4 from Eastern District honored for takedown of sex-cult leader

Raniere’s groups engaged in racketeering, sex trafficking

July 12, 2022 Brooklyn Eagle Staff
Share this:

Two Eastern District of New York assistant United States attorneys, a former Acting United States Attorney, and one paralegal specialist were among the 298 department employees recognized on Tuesday by U.S. Attorney General Merrick B. Garland at the 69th Annual Attorney General’s Awards Ceremony. 

Assistant U.S. Attorneys Tanya Hajjar and Kevin Trowel, former Acting U.S. Attorney Mark J. Lesko, and Paralegal Specialist Teri Carby of the U.S. Attorney’s Office for the Eastern District of New York, along with several counterparts in the FBI and Homeland Security, were recognized for their efforts in dismantling a criminal enterprise led by Keith Raniere, whose members engaged in racketeering, sex trafficking and forced labor, among other crimes. 

For more than a decade, Raniere and his co-conspirators led a criminal enterprise under the guise of various self-help organizations headquartered in Albany, N.Y., with centers operating elsewhere in the United States, Mexico and Canada. 

In late 2015, Raniere created a secret society called DOS, whose members were drawn from the self-help organizations. Women were recruited under the false pretense of joining a women-only mentorship group, later discovering that they had taken “vows of obedience” to other women who, in turn, had themselves pledged obedience to Raniere. 

Prospective DOS victims were required to provide “collateral” to Raniere and his co-conspirators, which included damaging confessions about themselves and their loved ones, whether true or not, rights to financial assets and sexually explicit photographs and videos. 

Former Acting U.S. Attorney Mark Lesko. Photo courtesy of Department of Justice

Collateral was used to coerce victims into providing labor and services, including sex acts with Raniere, for the benefit of Raniere and the criminal enterprise. 

After securing the convictions of Raniere’s five co-defendants through guilty pleas, the team used a victim-centered, trauma-informed approach to successfully prepare multiple victims for trial testimony. 

The team employed precedent-setting applications of the RICO, sex trafficking, and labor trafficking statutes to pursue justice for the victims and provisions of the Trafficking Victims Protection Act of 2000 to ensure victim participation in all aspects of the prosecution. 

After a six-week trial, Raniere was held accountable for over a decade of crime and exploitation that had been concealed behind the guise of various “personal growth” programs. 

In June 2019, Raniere was convicted of racketeering conspiracy; racketeering involving predicate acts of sex trafficking, child exploitation, and obstruction of justice; and substantive offenses including sex trafficking, forced labor conspiracy and wire fraud conspiracy

“The groundbreaking work of our Eastern District honorees and law enforcement partners achieved justice for the women victimized by Nxivm’s leader Keith Raniere and his sophisticated associates who carried out their crimes for years, protected by a wall of secrecy, intimidation, and humiliation that the prosecution team ultimately demolished,” said Breon Peace, U.S. attorney for the Eastern District of New York, located in Brooklyn.

Nxivm was the trademarked name of a defunct corporation that Raniere founded, which provided seminars and videos, allegedly in the field of human-potential development.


**TASK TO COMPLETE:** Every line in the records below that holds "bottom" must be identified and copied.

□ □ □

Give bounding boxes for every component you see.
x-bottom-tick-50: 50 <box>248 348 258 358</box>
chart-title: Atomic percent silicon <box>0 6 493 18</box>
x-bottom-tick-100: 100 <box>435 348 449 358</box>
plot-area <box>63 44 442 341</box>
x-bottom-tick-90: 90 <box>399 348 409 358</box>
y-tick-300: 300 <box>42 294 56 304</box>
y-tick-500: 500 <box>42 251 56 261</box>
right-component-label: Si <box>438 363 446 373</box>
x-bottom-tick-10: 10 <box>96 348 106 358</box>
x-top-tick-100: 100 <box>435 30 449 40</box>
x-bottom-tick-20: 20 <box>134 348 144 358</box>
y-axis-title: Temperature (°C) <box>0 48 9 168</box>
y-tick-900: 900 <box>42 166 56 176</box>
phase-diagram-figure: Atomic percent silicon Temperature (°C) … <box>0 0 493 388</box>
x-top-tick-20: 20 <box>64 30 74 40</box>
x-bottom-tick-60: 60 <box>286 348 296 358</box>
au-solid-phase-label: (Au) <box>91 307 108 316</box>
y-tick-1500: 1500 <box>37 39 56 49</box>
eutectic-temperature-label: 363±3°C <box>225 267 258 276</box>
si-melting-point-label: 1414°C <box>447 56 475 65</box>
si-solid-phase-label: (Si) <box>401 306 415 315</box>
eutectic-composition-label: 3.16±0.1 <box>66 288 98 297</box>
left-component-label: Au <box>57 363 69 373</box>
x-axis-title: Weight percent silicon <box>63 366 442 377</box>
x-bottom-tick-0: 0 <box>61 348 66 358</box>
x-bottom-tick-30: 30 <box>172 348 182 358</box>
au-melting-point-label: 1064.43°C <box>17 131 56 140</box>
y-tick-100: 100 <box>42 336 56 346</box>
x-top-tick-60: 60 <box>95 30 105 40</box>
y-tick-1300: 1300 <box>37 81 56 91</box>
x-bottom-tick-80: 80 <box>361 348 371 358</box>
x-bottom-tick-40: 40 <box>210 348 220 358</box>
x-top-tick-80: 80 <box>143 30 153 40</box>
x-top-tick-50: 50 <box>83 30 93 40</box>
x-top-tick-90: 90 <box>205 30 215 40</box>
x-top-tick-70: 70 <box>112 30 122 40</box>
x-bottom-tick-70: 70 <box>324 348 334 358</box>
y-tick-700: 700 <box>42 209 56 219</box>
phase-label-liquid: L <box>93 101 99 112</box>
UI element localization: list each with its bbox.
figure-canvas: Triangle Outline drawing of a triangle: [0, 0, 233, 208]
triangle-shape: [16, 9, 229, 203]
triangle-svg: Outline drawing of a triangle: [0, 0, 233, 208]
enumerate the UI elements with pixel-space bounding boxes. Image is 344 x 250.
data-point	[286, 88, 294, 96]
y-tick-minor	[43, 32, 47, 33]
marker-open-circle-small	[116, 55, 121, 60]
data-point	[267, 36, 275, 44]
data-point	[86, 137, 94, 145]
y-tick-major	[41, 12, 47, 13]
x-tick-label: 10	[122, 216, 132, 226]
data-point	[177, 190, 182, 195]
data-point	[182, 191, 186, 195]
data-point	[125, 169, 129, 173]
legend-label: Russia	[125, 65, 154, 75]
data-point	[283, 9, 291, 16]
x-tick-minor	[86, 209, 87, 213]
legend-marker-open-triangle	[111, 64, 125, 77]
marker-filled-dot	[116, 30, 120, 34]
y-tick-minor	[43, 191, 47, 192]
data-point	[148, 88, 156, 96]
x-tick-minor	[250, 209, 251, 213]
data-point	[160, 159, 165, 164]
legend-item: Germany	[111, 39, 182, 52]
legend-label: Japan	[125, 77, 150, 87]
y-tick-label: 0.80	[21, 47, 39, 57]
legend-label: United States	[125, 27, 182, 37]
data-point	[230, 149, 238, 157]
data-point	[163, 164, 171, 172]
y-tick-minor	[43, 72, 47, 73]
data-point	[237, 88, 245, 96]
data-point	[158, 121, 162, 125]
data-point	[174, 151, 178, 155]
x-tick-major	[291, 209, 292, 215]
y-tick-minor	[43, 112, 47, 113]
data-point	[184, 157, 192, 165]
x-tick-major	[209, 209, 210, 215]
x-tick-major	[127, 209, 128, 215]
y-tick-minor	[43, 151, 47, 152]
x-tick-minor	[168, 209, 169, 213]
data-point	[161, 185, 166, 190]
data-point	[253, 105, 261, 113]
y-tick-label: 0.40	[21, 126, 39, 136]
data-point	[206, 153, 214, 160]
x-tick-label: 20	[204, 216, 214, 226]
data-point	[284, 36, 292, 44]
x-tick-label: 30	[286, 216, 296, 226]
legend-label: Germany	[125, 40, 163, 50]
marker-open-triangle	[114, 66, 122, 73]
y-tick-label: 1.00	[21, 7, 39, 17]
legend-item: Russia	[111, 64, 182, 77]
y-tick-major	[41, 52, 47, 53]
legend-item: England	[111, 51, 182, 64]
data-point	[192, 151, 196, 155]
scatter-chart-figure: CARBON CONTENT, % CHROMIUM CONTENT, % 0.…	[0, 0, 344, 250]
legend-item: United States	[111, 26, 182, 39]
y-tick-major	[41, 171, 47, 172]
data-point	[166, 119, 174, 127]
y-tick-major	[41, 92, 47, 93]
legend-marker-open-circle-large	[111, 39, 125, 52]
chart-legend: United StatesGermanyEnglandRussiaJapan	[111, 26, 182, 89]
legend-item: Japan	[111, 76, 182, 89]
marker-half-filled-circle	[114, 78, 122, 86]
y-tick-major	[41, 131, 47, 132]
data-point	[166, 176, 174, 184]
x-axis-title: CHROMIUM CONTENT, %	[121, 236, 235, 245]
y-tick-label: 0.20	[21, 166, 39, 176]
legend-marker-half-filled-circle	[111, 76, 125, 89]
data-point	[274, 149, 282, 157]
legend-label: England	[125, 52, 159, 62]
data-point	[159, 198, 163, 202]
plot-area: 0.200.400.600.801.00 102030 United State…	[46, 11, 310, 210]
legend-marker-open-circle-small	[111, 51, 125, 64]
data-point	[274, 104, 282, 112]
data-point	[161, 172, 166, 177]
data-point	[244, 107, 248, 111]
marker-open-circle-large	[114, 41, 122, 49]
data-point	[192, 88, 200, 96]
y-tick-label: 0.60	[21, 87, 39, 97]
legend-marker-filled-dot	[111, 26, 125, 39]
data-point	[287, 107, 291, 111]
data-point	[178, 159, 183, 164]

□ □ □

**WRITTEN ANSWER:**
x-bottom-tick-50: 50 <box>248 348 258 358</box>
x-bottom-tick-100: 100 <box>435 348 449 358</box>
x-bottom-tick-90: 90 <box>399 348 409 358</box>
x-bottom-tick-10: 10 <box>96 348 106 358</box>
x-bottom-tick-20: 20 <box>134 348 144 358</box>
x-bottom-tick-60: 60 <box>286 348 296 358</box>
x-bottom-tick-0: 0 <box>61 348 66 358</box>
x-bottom-tick-30: 30 <box>172 348 182 358</box>
x-bottom-tick-80: 80 <box>361 348 371 358</box>
x-bottom-tick-40: 40 <box>210 348 220 358</box>
x-bottom-tick-70: 70 <box>324 348 334 358</box>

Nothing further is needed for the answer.